1988 Countdown #100: Keith Richards, “Take It So Hard”

The first time I ever saw this video was in my college’s basement TV room, where I watched MTV and not much else (The Simpsons, Twin Peaks, and election results rounded it out, I think). The camera swooped dramatically over a black-and-white lunar landscape as a dirty guitar riff came out of the speakers. Then Keith Richards’ croaking vocals started, one of the least melodic squalls ever to come near the charts. We sat in stunned silence.

“Oh, that’s right,” somebody finally said. “He can’t sing.

Between 1968 and 1988, Keith Richards made some of the greatest rock albums in history, including Let It Bleed, Some Girls, and Exile on Main St. Between 1988 and 2008, he fell out of a tree.100keef2.jpg

In 1988, Keith turned 45, and although he was not yet in his full Cryptkeeper glory, the director of this video presents him as some sort of wizened last survivor of rock: the microphone stands are covered with cobwebs, and the clip has fake signs of aging (vertical white lines and other signs of abuse, like somebody stomped on the film stock in the shower). The proceedings are helped by this being a great song (vocals and all), the leadoff single from Keith’s solo debut, Talk Is Cheap. When this video was made, the Rolling Stones’ astonishingly long great run had come to an end (with the underrated 1986 album Dirty Work). Afterwards would come Steel Wheels: from here on in, every Stones studio album was just going to serve as bait for a lucrative worldwide tour. But here, unshackled from Mick, Keith sounds loose and looks like he’s having a blast, curling his lip and (literally) kicking his feet.

Rewatching reveals that what I always took as a lunar setting is something quasi-apocalyptic (rockalyptic?): the camera appears to be moving through a burnt-out gas station, or maybe a burnt-out arena. It also demonstrates that Waddy Wachtel, fine guitarist though he is, is one of the least attractive men in rock, with frizzed-out hair on loan from Dee Snider. Video cliché alert: towards the end of the clip, drummer Steve Jordan hits a cymbal and dust flies everywhere (reinforcing the theme that Keith Richards is too old to live, but not too old to rock). Did they cover the cymbal with talcum powder before each take to get it just so? Was there a talcum wrangler on the set? Video cliché alert #2: although the band is outside, somehow there is a ceiling fan.

posted 8 May 2008 in 1988 and tagged , . 1 comment

One Comment Thus Far on 1988 Countdown #100: Keith Richards, “Take It So Hard”

  1. Tom Nawrocki Says:

    Waddy Wachtel is downright inescapable, isn’t he? He’d be a lot easier to take if he owned a single item of clothing with sleeves.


◆ EXERCISE:
Show all lines below holding the string "based".

◆ GIVEN RECORDS:

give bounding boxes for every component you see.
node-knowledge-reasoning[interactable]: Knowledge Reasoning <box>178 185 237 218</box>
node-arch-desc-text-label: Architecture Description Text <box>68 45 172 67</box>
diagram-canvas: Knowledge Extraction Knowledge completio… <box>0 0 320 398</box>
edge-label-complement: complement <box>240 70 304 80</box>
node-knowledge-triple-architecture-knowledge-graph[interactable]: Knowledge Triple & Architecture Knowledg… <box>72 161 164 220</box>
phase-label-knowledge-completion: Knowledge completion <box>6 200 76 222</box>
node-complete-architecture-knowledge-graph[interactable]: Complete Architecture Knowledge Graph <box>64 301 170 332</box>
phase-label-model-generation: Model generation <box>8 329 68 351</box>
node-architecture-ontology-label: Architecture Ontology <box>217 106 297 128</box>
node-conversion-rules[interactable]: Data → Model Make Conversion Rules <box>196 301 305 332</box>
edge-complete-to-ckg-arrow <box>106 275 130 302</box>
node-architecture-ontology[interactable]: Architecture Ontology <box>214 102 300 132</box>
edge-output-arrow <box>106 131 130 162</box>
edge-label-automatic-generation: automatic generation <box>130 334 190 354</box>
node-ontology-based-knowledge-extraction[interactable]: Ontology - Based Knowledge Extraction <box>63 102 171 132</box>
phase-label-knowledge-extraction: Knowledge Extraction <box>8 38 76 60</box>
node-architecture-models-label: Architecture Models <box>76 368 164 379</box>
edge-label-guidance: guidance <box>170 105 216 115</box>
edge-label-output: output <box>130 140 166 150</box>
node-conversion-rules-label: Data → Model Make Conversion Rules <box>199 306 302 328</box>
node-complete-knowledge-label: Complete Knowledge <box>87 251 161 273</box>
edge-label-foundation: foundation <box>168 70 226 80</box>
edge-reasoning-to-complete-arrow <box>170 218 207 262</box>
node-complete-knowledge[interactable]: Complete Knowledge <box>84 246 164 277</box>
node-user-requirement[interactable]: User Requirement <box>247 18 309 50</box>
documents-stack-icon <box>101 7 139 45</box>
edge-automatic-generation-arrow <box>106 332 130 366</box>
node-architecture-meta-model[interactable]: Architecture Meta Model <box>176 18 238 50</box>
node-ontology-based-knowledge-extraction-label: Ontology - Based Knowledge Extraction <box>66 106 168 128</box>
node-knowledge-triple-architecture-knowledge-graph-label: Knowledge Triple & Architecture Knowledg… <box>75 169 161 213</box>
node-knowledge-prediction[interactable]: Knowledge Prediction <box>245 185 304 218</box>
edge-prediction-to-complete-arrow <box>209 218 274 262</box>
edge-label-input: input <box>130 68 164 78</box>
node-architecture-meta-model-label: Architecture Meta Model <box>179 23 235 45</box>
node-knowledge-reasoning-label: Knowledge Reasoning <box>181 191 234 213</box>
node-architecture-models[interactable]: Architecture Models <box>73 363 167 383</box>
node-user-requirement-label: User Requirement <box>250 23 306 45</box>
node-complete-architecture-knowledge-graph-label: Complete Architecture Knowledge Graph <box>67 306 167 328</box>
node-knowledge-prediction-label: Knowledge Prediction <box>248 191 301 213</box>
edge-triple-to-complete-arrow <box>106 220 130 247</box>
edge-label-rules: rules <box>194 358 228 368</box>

==

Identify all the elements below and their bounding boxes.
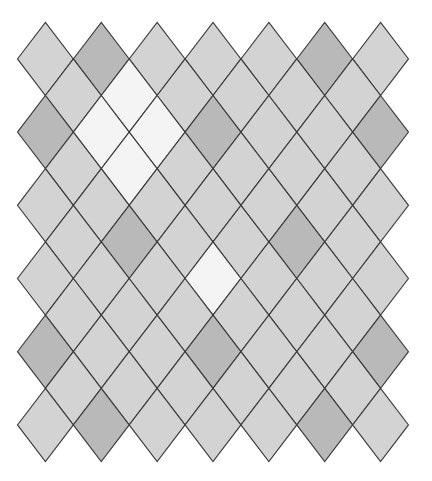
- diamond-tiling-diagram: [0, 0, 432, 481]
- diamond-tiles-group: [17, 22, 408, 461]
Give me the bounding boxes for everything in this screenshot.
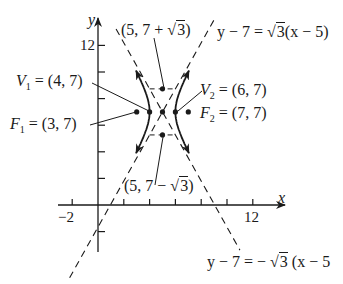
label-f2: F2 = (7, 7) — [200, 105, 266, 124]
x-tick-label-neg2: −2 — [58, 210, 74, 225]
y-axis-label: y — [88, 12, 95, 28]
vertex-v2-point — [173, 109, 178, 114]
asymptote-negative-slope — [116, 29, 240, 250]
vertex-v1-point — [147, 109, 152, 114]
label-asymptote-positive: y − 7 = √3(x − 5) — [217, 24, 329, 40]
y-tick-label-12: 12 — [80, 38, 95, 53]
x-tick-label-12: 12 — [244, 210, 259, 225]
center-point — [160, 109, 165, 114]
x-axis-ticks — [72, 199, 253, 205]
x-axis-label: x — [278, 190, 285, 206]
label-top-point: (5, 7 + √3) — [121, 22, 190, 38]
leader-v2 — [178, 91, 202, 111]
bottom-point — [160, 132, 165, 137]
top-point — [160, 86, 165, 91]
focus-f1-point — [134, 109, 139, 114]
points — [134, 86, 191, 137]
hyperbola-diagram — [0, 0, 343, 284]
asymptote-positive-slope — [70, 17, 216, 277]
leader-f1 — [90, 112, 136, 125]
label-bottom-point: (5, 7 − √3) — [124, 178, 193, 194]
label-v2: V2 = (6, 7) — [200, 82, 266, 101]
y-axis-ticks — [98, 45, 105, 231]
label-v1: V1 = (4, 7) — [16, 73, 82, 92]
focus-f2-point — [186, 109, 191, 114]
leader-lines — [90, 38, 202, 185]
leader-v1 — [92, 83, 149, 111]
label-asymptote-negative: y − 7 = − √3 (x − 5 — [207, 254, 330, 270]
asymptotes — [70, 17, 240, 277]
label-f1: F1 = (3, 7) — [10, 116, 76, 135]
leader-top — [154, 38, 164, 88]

◆ ANSWER SPACE:
node-ontology-based-knowledge-extraction[interactable]: Ontology - Based Knowledge Extraction <box>63 102 171 132</box>
node-ontology-based-knowledge-extraction-label: Ontology - Based Knowledge Extraction <box>66 106 168 128</box>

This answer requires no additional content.